By: Krista Davidson
9 Dec, 2019
Facebook CIFAR AI Chair Siva Reddy (Mila) is using machine learning to equip machines with the gift of conversation. His research is focused on building machine learning models to help machines understand and carry out conversations with humans in order to achieve complex real-world tasks.
Siva is one of the two Facebook CIFAR AI Chairs announced under the Pan-Canadian AI Strategy. Coming from Stanford University, he joins Mila as a faculty member and will begin as an assistant professor at McGill University’s school of computer science and department of linguistics in early 2020.
“Human language is fascinating,” says Siva. It allows us to come up with an infinite number of meaningful sentences, many of which are never seen before. This makes it challenging to write computer programs that understand language. In a conversational setting, this becomes even harder because each turn builds upon what is already conversed. For example, if a patient asks a chatbot to make recommendations on what medicine to take for a headache, and then asks about side effects, the machine has to understand that the two questions are related, and provide suitable advice through natural conversation.

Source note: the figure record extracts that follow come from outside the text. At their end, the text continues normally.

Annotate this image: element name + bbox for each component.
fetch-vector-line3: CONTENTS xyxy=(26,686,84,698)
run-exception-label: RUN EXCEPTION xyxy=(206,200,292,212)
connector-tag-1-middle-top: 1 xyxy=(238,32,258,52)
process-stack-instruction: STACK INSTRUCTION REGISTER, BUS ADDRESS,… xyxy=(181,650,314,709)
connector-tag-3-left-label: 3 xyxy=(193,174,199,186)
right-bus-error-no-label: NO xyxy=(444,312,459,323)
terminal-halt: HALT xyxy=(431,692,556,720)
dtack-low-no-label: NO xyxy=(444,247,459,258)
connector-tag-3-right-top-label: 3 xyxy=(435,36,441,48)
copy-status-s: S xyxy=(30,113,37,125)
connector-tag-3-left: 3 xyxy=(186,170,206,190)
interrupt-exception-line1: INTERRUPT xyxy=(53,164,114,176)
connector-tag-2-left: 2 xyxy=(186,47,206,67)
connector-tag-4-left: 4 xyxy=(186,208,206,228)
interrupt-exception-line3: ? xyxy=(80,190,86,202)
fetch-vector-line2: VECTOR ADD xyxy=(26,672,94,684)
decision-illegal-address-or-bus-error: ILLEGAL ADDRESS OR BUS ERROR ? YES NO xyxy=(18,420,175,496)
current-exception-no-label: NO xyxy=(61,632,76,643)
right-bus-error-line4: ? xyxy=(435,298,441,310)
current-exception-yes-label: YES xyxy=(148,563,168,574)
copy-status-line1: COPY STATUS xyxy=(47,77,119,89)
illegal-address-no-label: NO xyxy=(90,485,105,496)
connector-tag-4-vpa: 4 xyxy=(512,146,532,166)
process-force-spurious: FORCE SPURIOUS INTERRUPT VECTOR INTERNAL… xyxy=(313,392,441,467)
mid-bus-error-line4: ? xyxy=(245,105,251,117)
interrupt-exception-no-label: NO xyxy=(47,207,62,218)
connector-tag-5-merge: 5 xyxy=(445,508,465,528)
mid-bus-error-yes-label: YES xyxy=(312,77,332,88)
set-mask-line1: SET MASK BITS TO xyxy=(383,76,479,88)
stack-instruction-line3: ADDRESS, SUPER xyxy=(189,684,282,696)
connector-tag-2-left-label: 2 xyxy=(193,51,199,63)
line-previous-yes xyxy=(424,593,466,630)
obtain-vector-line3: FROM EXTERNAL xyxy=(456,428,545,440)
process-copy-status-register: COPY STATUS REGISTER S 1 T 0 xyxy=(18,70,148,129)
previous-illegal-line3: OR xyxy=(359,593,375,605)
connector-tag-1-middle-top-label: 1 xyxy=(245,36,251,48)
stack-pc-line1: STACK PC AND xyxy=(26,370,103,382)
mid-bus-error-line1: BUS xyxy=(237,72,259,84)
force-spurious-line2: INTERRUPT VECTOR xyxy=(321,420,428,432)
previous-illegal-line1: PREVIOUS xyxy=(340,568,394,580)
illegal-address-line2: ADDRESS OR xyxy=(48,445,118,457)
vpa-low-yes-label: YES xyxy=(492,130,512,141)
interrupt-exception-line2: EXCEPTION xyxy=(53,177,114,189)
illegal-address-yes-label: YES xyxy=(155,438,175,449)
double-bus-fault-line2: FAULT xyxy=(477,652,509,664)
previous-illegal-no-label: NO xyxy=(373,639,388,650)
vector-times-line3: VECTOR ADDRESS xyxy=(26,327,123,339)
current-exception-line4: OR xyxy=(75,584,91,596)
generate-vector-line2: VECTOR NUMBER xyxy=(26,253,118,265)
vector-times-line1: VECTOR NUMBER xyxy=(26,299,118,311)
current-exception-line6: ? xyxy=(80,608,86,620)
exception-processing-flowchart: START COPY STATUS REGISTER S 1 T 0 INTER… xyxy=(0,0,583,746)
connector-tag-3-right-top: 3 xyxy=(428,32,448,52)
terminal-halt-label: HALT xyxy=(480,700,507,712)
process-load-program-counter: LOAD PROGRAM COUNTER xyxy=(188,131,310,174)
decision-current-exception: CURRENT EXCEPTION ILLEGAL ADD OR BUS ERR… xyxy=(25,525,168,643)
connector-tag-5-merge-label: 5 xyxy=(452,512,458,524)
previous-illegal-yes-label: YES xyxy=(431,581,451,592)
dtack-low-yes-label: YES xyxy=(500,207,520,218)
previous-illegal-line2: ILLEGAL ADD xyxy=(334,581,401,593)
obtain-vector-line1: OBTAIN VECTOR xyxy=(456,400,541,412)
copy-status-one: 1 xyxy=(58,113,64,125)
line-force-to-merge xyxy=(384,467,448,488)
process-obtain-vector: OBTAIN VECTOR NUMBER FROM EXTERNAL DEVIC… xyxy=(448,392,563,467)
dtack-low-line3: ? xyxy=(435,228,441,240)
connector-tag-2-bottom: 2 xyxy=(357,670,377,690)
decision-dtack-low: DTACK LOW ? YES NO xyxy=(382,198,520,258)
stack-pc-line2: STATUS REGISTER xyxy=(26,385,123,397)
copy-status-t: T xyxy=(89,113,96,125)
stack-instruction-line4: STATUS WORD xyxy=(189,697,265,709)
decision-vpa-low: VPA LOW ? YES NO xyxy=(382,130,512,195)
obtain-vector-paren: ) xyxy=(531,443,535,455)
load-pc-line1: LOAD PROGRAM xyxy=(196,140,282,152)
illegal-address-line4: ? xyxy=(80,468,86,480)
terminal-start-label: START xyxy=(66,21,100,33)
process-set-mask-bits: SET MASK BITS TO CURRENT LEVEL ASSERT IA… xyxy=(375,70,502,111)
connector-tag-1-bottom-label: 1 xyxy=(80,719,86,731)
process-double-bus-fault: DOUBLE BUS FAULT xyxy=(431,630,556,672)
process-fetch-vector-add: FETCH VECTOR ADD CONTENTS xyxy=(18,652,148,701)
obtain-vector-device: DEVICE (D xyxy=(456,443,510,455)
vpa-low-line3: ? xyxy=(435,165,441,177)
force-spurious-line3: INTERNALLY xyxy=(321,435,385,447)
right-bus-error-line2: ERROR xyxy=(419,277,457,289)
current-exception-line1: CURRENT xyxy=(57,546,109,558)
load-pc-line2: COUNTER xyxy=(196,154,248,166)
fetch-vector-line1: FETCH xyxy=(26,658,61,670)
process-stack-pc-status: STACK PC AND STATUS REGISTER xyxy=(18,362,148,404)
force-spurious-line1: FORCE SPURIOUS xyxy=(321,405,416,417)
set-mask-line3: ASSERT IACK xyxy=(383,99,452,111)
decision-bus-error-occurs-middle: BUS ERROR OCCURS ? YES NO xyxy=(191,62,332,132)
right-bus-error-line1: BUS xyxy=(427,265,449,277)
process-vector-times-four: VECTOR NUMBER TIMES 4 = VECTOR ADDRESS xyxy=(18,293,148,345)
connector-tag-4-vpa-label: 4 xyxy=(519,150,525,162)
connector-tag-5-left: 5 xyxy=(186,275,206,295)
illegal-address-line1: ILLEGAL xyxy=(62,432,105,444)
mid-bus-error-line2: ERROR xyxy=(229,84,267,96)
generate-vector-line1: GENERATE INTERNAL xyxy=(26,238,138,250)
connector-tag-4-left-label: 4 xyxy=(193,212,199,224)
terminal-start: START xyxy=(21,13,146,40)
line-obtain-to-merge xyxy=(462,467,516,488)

“AI can provide a mirror into how language works,” says Siva. He adds that machines are very good at detecting and learning the patterns of language from data. When AI is combined with insights from linguistics, for example, that a language has grammar, it can learn more from less data. This is promising because it means machines don’t have to rely on large datasets which are both expensive and difficult to obtain.
Siva first became interested in the power of language when he was hired by a company to create dictionaries for Indian languages. Despite the 70 million people who speak Telugu, his mother tongue, he says there were few available resources for people who wanted to learn Telugu (or English for Telugu speakers). Figuring out the meanings of a word and how many meanings it may have was his first introduction to natural language processing. Over time, he got interested in finding out the meaning of phrases, sentences and eventually conversations.

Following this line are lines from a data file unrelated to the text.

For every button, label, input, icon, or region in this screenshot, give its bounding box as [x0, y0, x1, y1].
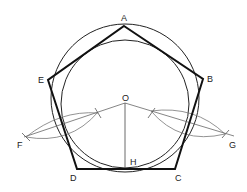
- label-e: E: [38, 75, 44, 85]
- label-h: H: [130, 157, 137, 167]
- label-d: D: [70, 173, 77, 183]
- label-o: O: [122, 93, 129, 103]
- tick-mark: [22, 133, 30, 141]
- label-b: B: [207, 74, 213, 84]
- line-o-g: [125, 103, 234, 136]
- tick-mark: [148, 108, 155, 118]
- label-g: G: [229, 140, 236, 150]
- label-a: A: [121, 13, 127, 23]
- pentagon-diagram: A B C D E F G O H: [0, 0, 247, 192]
- label-f: F: [17, 140, 23, 150]
- label-c: C: [175, 173, 182, 183]
- line-o-f: [24, 103, 125, 137]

As the first person in his family to complete high school and go to university, Siva recognized the barriers that literacy and education posed to many populations around the world, including his South Indian hometown. This inspired him to study machine learning and natural language processing with the vision of equipping machines with an understanding of conversational language.

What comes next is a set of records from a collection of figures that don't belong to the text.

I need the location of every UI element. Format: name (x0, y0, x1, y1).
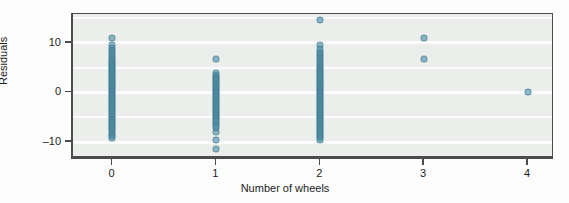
y-axis-tick-label: –10 (28, 136, 61, 147)
data-point (421, 56, 428, 63)
y-axis-line (71, 13, 73, 157)
x-axis-tick-label: 0 (91, 168, 131, 179)
gridline-minor (73, 67, 552, 69)
x-axis-tick (319, 159, 321, 165)
y-axis-tick-label: 0 (28, 86, 61, 97)
x-axis-tick-label: 3 (403, 168, 443, 179)
y-axis-tick (65, 140, 71, 142)
x-axis-tick-label: 4 (507, 168, 547, 179)
data-point (109, 34, 116, 41)
data-point (213, 56, 220, 63)
x-axis-line (71, 157, 553, 159)
y-axis-tick (65, 41, 71, 43)
data-point (213, 146, 220, 153)
x-axis-tick-label: 2 (299, 168, 339, 179)
gridline-minor (73, 116, 552, 118)
gridline-major (73, 41, 552, 44)
y-axis-tick (65, 91, 71, 93)
data-point (213, 137, 220, 144)
data-point (525, 89, 532, 96)
x-axis-title: Number of wheels (241, 182, 330, 194)
y-axis-tick-label: 10 (28, 36, 61, 47)
data-point (213, 129, 220, 136)
residual-scatter-plot: Residuals Number of wheels –1001001234 (0, 0, 569, 203)
x-axis-tick (215, 159, 217, 165)
y-axis-title: Residuals (0, 37, 9, 85)
data-point (421, 34, 428, 41)
x-axis-tick (526, 159, 528, 165)
plot-panel (72, 13, 553, 157)
x-axis-tick (111, 159, 113, 165)
gridline-major (73, 141, 552, 144)
data-point (109, 134, 116, 141)
data-point (317, 136, 324, 143)
gridline-major (73, 91, 552, 94)
x-axis-tick (422, 159, 424, 165)
data-point (317, 17, 324, 24)
gridline-minor (73, 17, 552, 19)
x-axis-tick-label: 1 (195, 168, 235, 179)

“If people are able to interact with machines, we can bring more people together through technology and make knowledge more accessible for all,” he says.
“I envision a future where most mechanical devices are replaced by their smart counterparts that interact with language,” says Siva Reddy. “Conversational AI could take specialized knowledge, such as law, science and medicine, and make it accessible to everyone in plain, everyday language.
“My mission is to develop new algorithms and datasets that enable the rapid creation of language interfaces for devices, applications and languages,” he says.
One of the major challenges with natural language processing is that natural language is ambiguous and could have different meanings in different contexts, which is a stark contrast to a machine’s language (e.g., Java) which is unambiguous and precise. Humans can seamlessly process the ambiguity of natural language whereas this is a Herculean task for machines. So the big question is what is the correct representation of language and how can machines learn that from data in an efficient manner?
Deep learning has paved a new way to represent language using a large array of numbers which are friendly for machines to process but difficult for humans to interpret. This has introduced challenges like interpretability, which refers to the ability to explain why machines have made certain predictions. Before deep learning, we mainly worked with symbolic representations of language that are easy to understand. Siva’s current research aims to find a middle ground between symbolic and distributed representations, in order to improve the trust of machine learning models.
Bias is also important. “When building a recommendation system, it’s important for that system to not be biased against race and gender. When a machine is chatting with a person it should be able to detect any prejudices that might exist,” says Siva.
He’s excited to address these challenges at Mila. “Mila is one of the strongest reasons why I chose to continue my research in Canada,” he says. “It has the biggest concentration of AI talent and my work in natural language processing and linguistics will be a great complement to the work of my future collaborators. This CIFAR chair allows me to focus on discovering fundamental representations of natural language for building robust conversational AI systems.”